Light and Shadows – Learning through Fun Play Ideas
Now the days are getting longer and the rain is finally coming less often (unless you live in Cardiff of course!) we like any opportunity to get outside and work in the sunshine*. This is a great activity to help children learn about light, get them taking measurements and making tables, and possibly create a piece of science art for your playground all in one go!
*Don’t forget your sun cream of course!!
Human sundial
Zoë becomes a sundial! Photo: science made simple (All Rights Reserved)
You will need:
- Chalk (jumbo outdoor chalk would be ideal)
- A measuring tape or meter rule
- A willing volunteer who can stand still for a minute or two
- Enough sunshine to cast a shadow!
What to do
First thing in the morning (if the sun is out) go out into the playground with some chalk. Find a good spot where there won’t be any shadows from trees or fences and make a cross. Choose a volunteer to be the human sundial and ask them to stand on the cross. Get another child to draw around the shadow and then ask all the children to use a tape measure to see how long the shadow is.
Back in the classroom, create a table like this:
Time taken (Hours/minutes) Length of shadow (cm)
9 hr 10 mins 87cm
Every 30 minutes or so you can send another team into the playground to repeat the experiment and bring back another measurement. You must use the same person as the sun dial to be a fair test. Ask the children why it matters to use the same person each time?
Over the day (or a number of days if the cloud gets in the way!) build up a table of measurements as a class and see what the pattern looks like. You could use an excel spreadsheet to turn the table into a graph to show how scientists turn numbers into shapes to help make sense of them.
Class discussion
Whilst doing the activity ask the children where the light in the world comes from? Is it different when we are outside or inside? Why do we get shadows and why do they change length throughout the day?
Misconceptions of light and shadows
It’s a fairly common misconception in primary children that they see things because light comes out of our eyes, and that shadows are also somehow made from our bodies ‘giving out’ dark. Ask whether the children think they have a shadow when in a dark room to try and establish that you need a light source and an object to block it to make a shadow. In the case of this sundial the sun is the source of the light and the person in the middle is blocking that light so we can see her shape in a shadow on the ground.
The other misconception you can talk about with this activity is that the sun moves across the sky. It may be too tricky to get into a model of how the planets moves around the sun, but you can introduce the idea of the earth spinning once in one day and that is why we get roughly half daytime and half night time. When our country is turned away from the sun and it is night, another country on the other side of the world can be in bright sunshine. Use a globe in the classroom to show this using a desk lamp to represent the sun.
Shadows and the seasons
Finally, if you are able to use more permanent paint on the playground (so it doesn’t get rained off), you could build up a sequence of shadows from now until Autumn and see if the students can work out from the patterns which day of the year is the longest one. It should create an interesting piece of science-art!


Only one stretch of the data below is wanted: the lines starting at the one with "Can you find footwear?" and ending at the one with "Look for chair.", both included, given again exactly.

ENTRIES SUPPLIED:
%%
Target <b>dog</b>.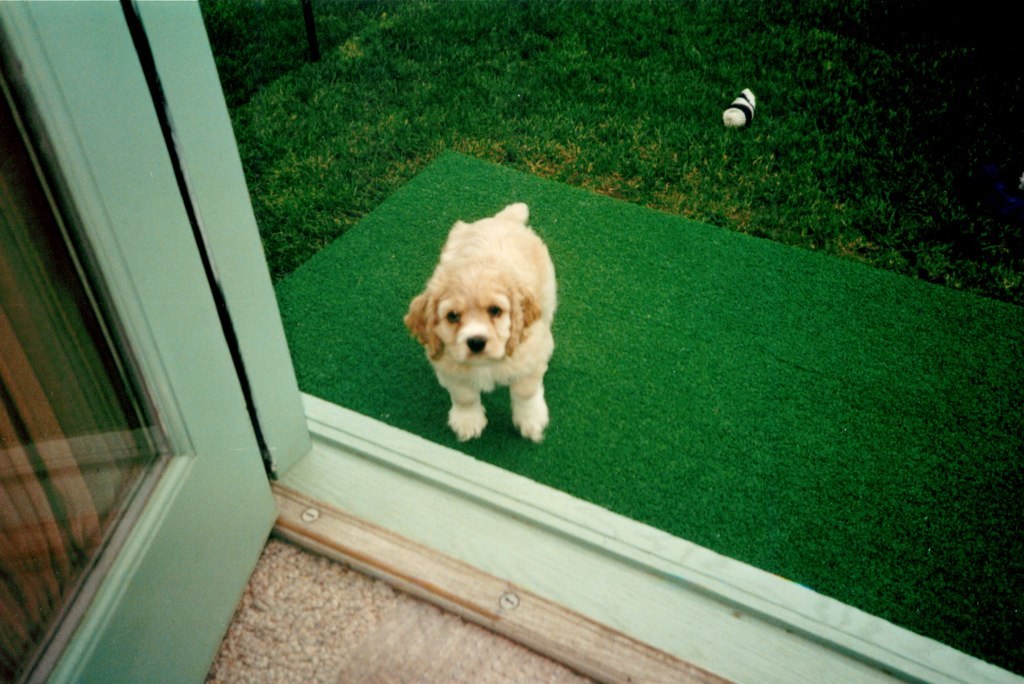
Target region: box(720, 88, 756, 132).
%%
%%
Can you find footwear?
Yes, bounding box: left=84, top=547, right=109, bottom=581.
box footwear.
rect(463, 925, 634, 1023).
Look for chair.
%%
%%
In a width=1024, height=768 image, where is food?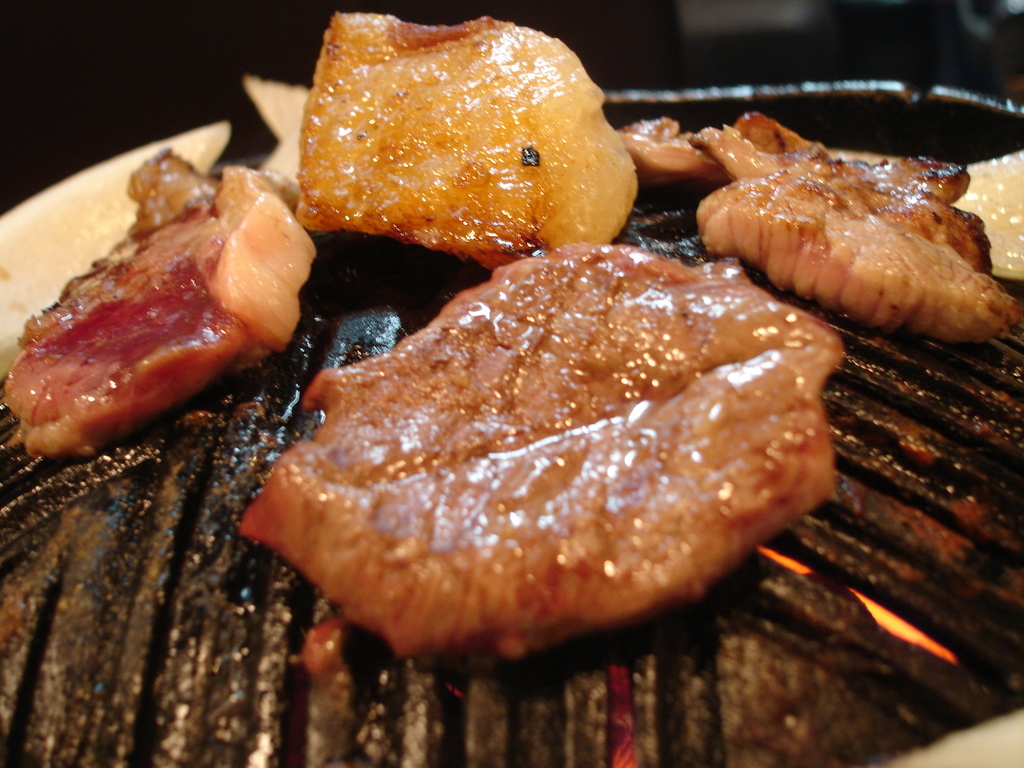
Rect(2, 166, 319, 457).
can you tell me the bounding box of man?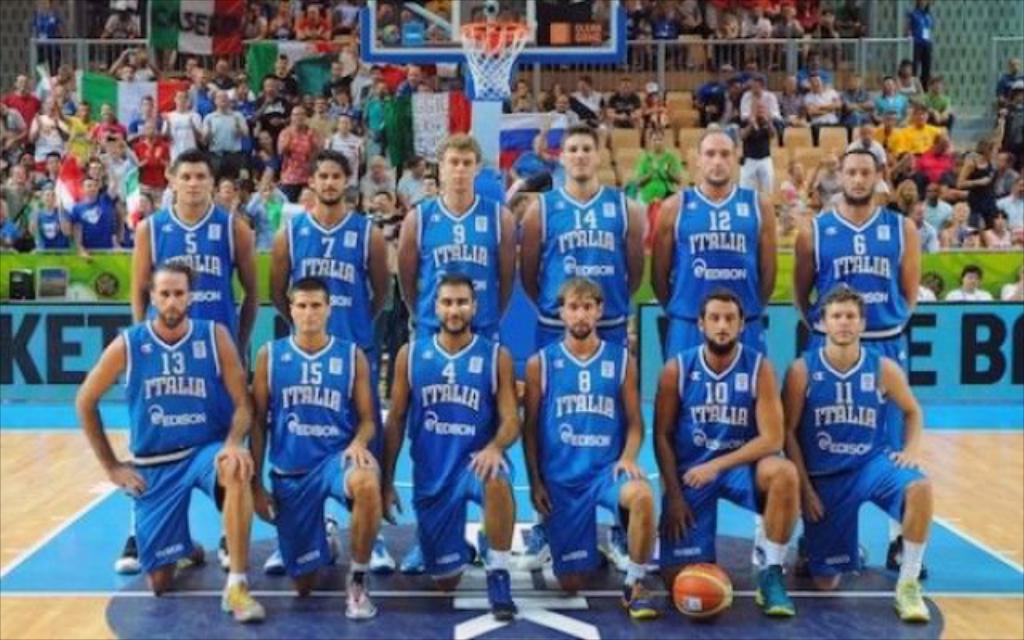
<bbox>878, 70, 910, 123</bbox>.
%%
SOLUTION:
Can you find footwear?
Yes, bounding box: left=84, top=547, right=109, bottom=581.
box footwear.
rect(463, 925, 634, 1023).
Look for chair.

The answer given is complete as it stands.